GIVEN RECORDS:
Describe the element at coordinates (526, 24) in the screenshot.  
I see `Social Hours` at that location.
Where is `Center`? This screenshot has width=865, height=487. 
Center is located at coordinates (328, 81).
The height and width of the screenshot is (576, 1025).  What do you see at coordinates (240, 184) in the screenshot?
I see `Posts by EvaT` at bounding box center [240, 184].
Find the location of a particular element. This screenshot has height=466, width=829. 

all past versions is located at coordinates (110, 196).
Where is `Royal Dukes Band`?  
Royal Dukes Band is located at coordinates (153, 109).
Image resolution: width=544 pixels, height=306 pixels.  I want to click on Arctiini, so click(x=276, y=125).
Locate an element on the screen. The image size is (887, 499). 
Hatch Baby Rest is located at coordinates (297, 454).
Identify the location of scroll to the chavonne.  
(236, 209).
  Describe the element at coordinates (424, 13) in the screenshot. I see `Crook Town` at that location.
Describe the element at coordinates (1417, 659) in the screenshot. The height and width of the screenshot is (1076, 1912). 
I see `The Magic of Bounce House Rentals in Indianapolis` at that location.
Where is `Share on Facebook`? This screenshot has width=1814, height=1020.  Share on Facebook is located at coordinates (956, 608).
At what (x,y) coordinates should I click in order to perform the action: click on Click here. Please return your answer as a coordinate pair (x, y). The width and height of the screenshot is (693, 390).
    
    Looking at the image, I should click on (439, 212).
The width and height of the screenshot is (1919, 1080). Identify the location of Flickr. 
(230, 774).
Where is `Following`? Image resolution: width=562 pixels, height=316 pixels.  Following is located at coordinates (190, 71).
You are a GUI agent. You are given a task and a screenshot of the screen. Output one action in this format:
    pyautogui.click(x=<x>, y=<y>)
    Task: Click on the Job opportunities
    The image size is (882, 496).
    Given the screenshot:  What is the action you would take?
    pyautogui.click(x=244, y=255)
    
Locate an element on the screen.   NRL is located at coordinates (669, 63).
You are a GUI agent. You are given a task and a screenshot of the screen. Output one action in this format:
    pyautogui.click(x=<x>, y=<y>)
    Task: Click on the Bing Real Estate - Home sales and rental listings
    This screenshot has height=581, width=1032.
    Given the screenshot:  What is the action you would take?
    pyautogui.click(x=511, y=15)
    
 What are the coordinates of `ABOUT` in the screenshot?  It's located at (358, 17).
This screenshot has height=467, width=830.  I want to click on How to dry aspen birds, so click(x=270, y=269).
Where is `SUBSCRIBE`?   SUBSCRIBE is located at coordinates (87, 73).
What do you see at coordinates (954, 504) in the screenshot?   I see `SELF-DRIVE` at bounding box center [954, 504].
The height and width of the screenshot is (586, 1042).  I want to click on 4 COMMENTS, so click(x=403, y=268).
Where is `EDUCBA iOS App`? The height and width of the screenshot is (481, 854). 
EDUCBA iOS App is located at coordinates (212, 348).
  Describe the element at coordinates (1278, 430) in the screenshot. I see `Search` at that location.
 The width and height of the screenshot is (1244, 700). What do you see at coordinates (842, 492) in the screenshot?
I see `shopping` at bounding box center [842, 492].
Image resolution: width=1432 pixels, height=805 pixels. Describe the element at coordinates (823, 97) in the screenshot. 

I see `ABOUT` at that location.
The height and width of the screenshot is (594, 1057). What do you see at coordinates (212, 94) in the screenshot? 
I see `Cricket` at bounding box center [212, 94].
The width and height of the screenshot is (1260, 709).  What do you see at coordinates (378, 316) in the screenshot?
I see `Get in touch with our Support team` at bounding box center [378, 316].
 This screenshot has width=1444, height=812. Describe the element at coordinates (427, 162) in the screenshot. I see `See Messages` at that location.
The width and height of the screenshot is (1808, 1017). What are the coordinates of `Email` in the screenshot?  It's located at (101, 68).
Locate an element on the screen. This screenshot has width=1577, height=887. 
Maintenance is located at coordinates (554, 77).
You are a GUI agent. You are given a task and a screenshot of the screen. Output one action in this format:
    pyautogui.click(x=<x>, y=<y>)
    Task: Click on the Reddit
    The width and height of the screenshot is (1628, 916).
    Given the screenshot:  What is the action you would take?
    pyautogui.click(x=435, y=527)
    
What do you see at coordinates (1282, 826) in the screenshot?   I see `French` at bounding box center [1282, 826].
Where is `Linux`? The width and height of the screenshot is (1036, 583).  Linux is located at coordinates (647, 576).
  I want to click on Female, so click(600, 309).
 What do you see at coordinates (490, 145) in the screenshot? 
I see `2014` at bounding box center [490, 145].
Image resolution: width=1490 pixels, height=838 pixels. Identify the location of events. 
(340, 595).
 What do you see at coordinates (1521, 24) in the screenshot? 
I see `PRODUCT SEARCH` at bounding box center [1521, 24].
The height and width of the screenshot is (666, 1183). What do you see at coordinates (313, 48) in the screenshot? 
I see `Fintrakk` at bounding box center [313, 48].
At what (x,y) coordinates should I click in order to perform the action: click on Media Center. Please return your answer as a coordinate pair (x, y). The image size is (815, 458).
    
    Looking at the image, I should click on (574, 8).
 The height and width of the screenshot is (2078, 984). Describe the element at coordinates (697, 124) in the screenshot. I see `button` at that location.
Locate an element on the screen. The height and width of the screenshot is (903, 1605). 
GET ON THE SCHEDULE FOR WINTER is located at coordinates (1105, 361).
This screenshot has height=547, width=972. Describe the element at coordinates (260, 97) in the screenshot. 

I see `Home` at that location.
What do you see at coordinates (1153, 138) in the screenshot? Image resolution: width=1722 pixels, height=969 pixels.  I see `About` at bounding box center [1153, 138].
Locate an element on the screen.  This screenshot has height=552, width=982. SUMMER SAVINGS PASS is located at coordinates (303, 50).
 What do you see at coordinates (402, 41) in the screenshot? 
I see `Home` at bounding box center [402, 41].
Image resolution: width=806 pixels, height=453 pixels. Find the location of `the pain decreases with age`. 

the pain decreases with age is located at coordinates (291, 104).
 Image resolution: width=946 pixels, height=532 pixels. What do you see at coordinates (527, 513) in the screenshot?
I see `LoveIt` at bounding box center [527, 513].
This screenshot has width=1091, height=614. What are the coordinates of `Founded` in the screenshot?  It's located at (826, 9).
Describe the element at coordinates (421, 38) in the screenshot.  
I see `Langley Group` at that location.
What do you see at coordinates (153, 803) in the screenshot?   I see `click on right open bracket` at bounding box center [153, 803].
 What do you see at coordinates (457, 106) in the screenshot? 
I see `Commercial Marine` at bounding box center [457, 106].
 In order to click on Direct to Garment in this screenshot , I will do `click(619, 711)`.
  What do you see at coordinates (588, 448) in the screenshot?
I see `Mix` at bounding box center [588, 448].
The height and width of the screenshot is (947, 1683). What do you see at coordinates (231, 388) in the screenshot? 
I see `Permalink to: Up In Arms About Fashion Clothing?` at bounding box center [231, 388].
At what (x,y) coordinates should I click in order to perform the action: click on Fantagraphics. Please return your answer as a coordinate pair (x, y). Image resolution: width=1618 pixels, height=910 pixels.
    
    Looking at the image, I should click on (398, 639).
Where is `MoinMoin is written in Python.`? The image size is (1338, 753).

WHAT YOU NEED TO DO: Without altering a single word, set down all the entries again.

WRITTEN ANSWER:
Describe the element at coordinates (526, 24) in the screenshot.  
I see `Social Hours` at that location.
Where is `Center`? This screenshot has width=865, height=487. 
Center is located at coordinates (328, 81).
The height and width of the screenshot is (576, 1025).  What do you see at coordinates (240, 184) in the screenshot?
I see `Posts by EvaT` at bounding box center [240, 184].
Find the location of a particular element. This screenshot has height=466, width=829. 

all past versions is located at coordinates (110, 196).
Where is `Royal Dukes Band`?  
Royal Dukes Band is located at coordinates (153, 109).
Image resolution: width=544 pixels, height=306 pixels.  I want to click on Arctiini, so click(x=276, y=125).
Locate an element on the screen. The image size is (887, 499). 
Hatch Baby Rest is located at coordinates (297, 454).
Identify the location of scroll to the chavonne.  
(236, 209).
  Describe the element at coordinates (424, 13) in the screenshot. I see `Crook Town` at that location.
Describe the element at coordinates (1417, 659) in the screenshot. The height and width of the screenshot is (1076, 1912). 
I see `The Magic of Bounce House Rentals in Indianapolis` at that location.
Where is `Share on Facebook`? This screenshot has width=1814, height=1020.  Share on Facebook is located at coordinates (956, 608).
At what (x,y) coordinates should I click in order to perform the action: click on Click here. Please return your answer as a coordinate pair (x, y). The width and height of the screenshot is (693, 390).
    
    Looking at the image, I should click on (439, 212).
The width and height of the screenshot is (1919, 1080). Identify the location of Flickr. 
(230, 774).
Where is `Following`? Image resolution: width=562 pixels, height=316 pixels.  Following is located at coordinates (190, 71).
You are a GUI agent. You are given a task and a screenshot of the screen. Output one action in this format:
    pyautogui.click(x=<x>, y=<y>)
    Task: Click on the Job opportunities
    The image size is (882, 496).
    Given the screenshot:  What is the action you would take?
    pyautogui.click(x=244, y=255)
    
Locate an element on the screen.   NRL is located at coordinates (669, 63).
You are a GUI agent. You are given a task and a screenshot of the screen. Output one action in this format:
    pyautogui.click(x=<x>, y=<y>)
    Task: Click on the Bing Real Estate - Home sales and rental listings
    This screenshot has height=581, width=1032.
    Given the screenshot:  What is the action you would take?
    pyautogui.click(x=511, y=15)
    
 What are the coordinates of `ABOUT` in the screenshot?  It's located at (358, 17).
This screenshot has height=467, width=830.  I want to click on How to dry aspen birds, so click(x=270, y=269).
Where is `SUBSCRIBE`?   SUBSCRIBE is located at coordinates (87, 73).
What do you see at coordinates (954, 504) in the screenshot?   I see `SELF-DRIVE` at bounding box center [954, 504].
The height and width of the screenshot is (586, 1042).  I want to click on 4 COMMENTS, so click(x=403, y=268).
Where is `EDUCBA iOS App`? The height and width of the screenshot is (481, 854). 
EDUCBA iOS App is located at coordinates (212, 348).
  Describe the element at coordinates (1278, 430) in the screenshot. I see `Search` at that location.
 The width and height of the screenshot is (1244, 700). What do you see at coordinates (842, 492) in the screenshot?
I see `shopping` at bounding box center [842, 492].
Image resolution: width=1432 pixels, height=805 pixels. Describe the element at coordinates (823, 97) in the screenshot. 

I see `ABOUT` at that location.
The height and width of the screenshot is (594, 1057). What do you see at coordinates (212, 94) in the screenshot? 
I see `Cricket` at bounding box center [212, 94].
The width and height of the screenshot is (1260, 709).  What do you see at coordinates (378, 316) in the screenshot?
I see `Get in touch with our Support team` at bounding box center [378, 316].
 This screenshot has width=1444, height=812. Describe the element at coordinates (427, 162) in the screenshot. I see `See Messages` at that location.
The width and height of the screenshot is (1808, 1017). What are the coordinates of `Email` in the screenshot?  It's located at (101, 68).
Locate an element on the screen. This screenshot has width=1577, height=887. 
Maintenance is located at coordinates (554, 77).
You are a GUI agent. You are given a task and a screenshot of the screen. Output one action in this format:
    pyautogui.click(x=<x>, y=<y>)
    Task: Click on the Reddit
    The width and height of the screenshot is (1628, 916).
    Given the screenshot:  What is the action you would take?
    pyautogui.click(x=435, y=527)
    
What do you see at coordinates (1282, 826) in the screenshot?   I see `French` at bounding box center [1282, 826].
Where is `Linux`? The width and height of the screenshot is (1036, 583).  Linux is located at coordinates (647, 576).
  I want to click on Female, so click(600, 309).
 What do you see at coordinates (490, 145) in the screenshot? 
I see `2014` at bounding box center [490, 145].
Image resolution: width=1490 pixels, height=838 pixels. Identify the location of events. 
(340, 595).
 What do you see at coordinates (1521, 24) in the screenshot? 
I see `PRODUCT SEARCH` at bounding box center [1521, 24].
The height and width of the screenshot is (666, 1183). What do you see at coordinates (313, 48) in the screenshot? 
I see `Fintrakk` at bounding box center [313, 48].
At what (x,y) coordinates should I click in order to perform the action: click on Media Center. Please return your answer as a coordinate pair (x, y). The image size is (815, 458).
    
    Looking at the image, I should click on (574, 8).
 The height and width of the screenshot is (2078, 984). Describe the element at coordinates (697, 124) in the screenshot. I see `button` at that location.
Locate an element on the screen. The height and width of the screenshot is (903, 1605). 
GET ON THE SCHEDULE FOR WINTER is located at coordinates (1105, 361).
This screenshot has height=547, width=972. Describe the element at coordinates (260, 97) in the screenshot. 

I see `Home` at that location.
What do you see at coordinates (1153, 138) in the screenshot? Image resolution: width=1722 pixels, height=969 pixels.  I see `About` at bounding box center [1153, 138].
Locate an element on the screen.  This screenshot has height=552, width=982. SUMMER SAVINGS PASS is located at coordinates (303, 50).
 What do you see at coordinates (402, 41) in the screenshot? 
I see `Home` at bounding box center [402, 41].
Image resolution: width=806 pixels, height=453 pixels. Find the location of `the pain decreases with age`. 

the pain decreases with age is located at coordinates (291, 104).
 Image resolution: width=946 pixels, height=532 pixels. What do you see at coordinates (527, 513) in the screenshot?
I see `LoveIt` at bounding box center [527, 513].
This screenshot has width=1091, height=614. What are the coordinates of `Founded` in the screenshot?  It's located at (826, 9).
Describe the element at coordinates (421, 38) in the screenshot.  
I see `Langley Group` at that location.
What do you see at coordinates (153, 803) in the screenshot?   I see `click on right open bracket` at bounding box center [153, 803].
 What do you see at coordinates (457, 106) in the screenshot? 
I see `Commercial Marine` at bounding box center [457, 106].
 In order to click on Direct to Garment in this screenshot , I will do `click(619, 711)`.
  What do you see at coordinates (588, 448) in the screenshot?
I see `Mix` at bounding box center [588, 448].
The height and width of the screenshot is (947, 1683). What do you see at coordinates (231, 388) in the screenshot? 
I see `Permalink to: Up In Arms About Fashion Clothing?` at bounding box center [231, 388].
At what (x,y) coordinates should I click in order to perform the action: click on Fantagraphics. Please return your answer as a coordinate pair (x, y). Image resolution: width=1618 pixels, height=910 pixels.
    
    Looking at the image, I should click on (398, 639).
Where is `MoinMoin is written in Python.`? The image size is (1338, 753).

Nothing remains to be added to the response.